Optional Match(child:Child)-[l:LIVES_WITH]->(p)
WITH s, p, h, count(p) as noOfChildren
call {
    with p, h
    with p, h
    where p is null
    Match(home:Home)-[:IN]->(s) 
    Where not exists ((:Parent)-[:RUNS]->(home))
    with home
    Limit 1
    CREATE (newParent:Parent {id: "p3"}), (newParent)-[:RUNS]->(home)
}
call {
    with p, noOfChildren
    with p, noOfChildren
    where p is not null and noOfChildren < 6
    CREATE (child:Child {id: "child-uuid"}), (child)-[:LIVES_WITH]->(p)
}
call {
    with s, noOfChildren
    with s, noOfChildren
    where noOfChildren >= 6
    Match(h:Home)-[:IN]->(s) 
    Where not exists ((:Parent)-[:RUNS]->(h))
    with h
    limit 1
    create (p:Parent)-[:RUNS]->(h)
    create (child:Child)-[:LIVES_WITH]->(p)
}

I did want to follow up on your comment "you can't return anything because it will terminate the query when one of the subqueries terminates". I can't return anything at any point in that query? Not from any of the calls but from the "outer" query?

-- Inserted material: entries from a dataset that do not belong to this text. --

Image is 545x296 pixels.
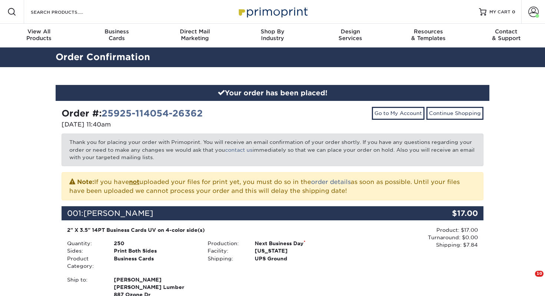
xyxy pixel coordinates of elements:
[389,24,467,47] a: Resources& Templates
[156,28,233,35] span: Direct Mail
[426,107,483,119] a: Continue Shopping
[108,255,202,270] div: Business Cards
[83,209,153,218] span: [PERSON_NAME]
[249,247,343,254] div: [US_STATE]
[102,108,203,119] a: 25925-114054-26362
[202,247,249,254] div: Facility:
[467,24,545,47] a: Contact& Support
[512,9,515,14] span: 0
[202,255,249,262] div: Shipping:
[108,239,202,247] div: 250
[114,283,196,291] span: [PERSON_NAME] Lumber
[343,226,478,249] div: Product: $17.00 Turnaround: $0.00 Shipping: $7.84
[489,9,510,15] span: MY CART
[69,177,475,195] p: If you have uploaded your files for print yet, you must do so in the as soon as possible. Until y...
[233,28,311,35] span: Shop By
[467,28,545,42] div: & Support
[114,276,196,283] span: [PERSON_NAME]
[129,178,139,185] b: not
[249,239,343,247] div: Next Business Day
[235,4,309,20] img: Primoprint
[467,28,545,35] span: Contact
[156,24,233,47] a: Direct MailMarketing
[389,28,467,35] span: Resources
[62,120,267,129] p: [DATE] 11:40am
[520,271,537,288] iframe: Intercom live chat
[62,206,413,220] div: 001:
[225,147,252,153] a: contact us
[156,28,233,42] div: Marketing
[311,24,389,47] a: DesignServices
[233,28,311,42] div: Industry
[78,24,156,47] a: BusinessCards
[413,206,483,220] div: $17.00
[311,28,389,35] span: Design
[389,28,467,42] div: & Templates
[202,239,249,247] div: Production:
[62,133,483,166] p: Thank you for placing your order with Primoprint. You will receive an email confirmation of your ...
[311,178,351,185] a: order details
[233,24,311,47] a: Shop ByIndustry
[62,255,108,270] div: Product Category:
[50,50,495,64] h2: Order Confirmation
[108,247,202,254] div: Print Both Sides
[62,247,108,254] div: Sides:
[67,226,337,233] div: 2" X 3.5" 14PT Business Cards UV on 4-color side(s)
[535,271,543,276] span: 10
[30,7,102,16] input: SEARCH PRODUCTS.....
[78,28,156,42] div: Cards
[249,255,343,262] div: UPS Ground
[78,28,156,35] span: Business
[62,108,203,119] strong: Order #:
[56,85,489,101] div: Your order has been placed!
[77,178,94,185] strong: Note:
[62,239,108,247] div: Quantity:
[372,107,424,119] a: Go to My Account
[311,28,389,42] div: Services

You can from the outer query. You can’t from the subqueries. The reason is if at least one doesn’t have a return value, then the entire query terminates for that row. Since the subqueries are designed to be mutually exclusive, there will always be two that don’t return something because their where clause will be false, thus the query will terminate.

You are allowed to return values in a subquery. The return values will be appended to the outer query results. This is why the query will terminate if the subquery has no result.

Got it, makes sense. Thanks again for your help, I appreciate it.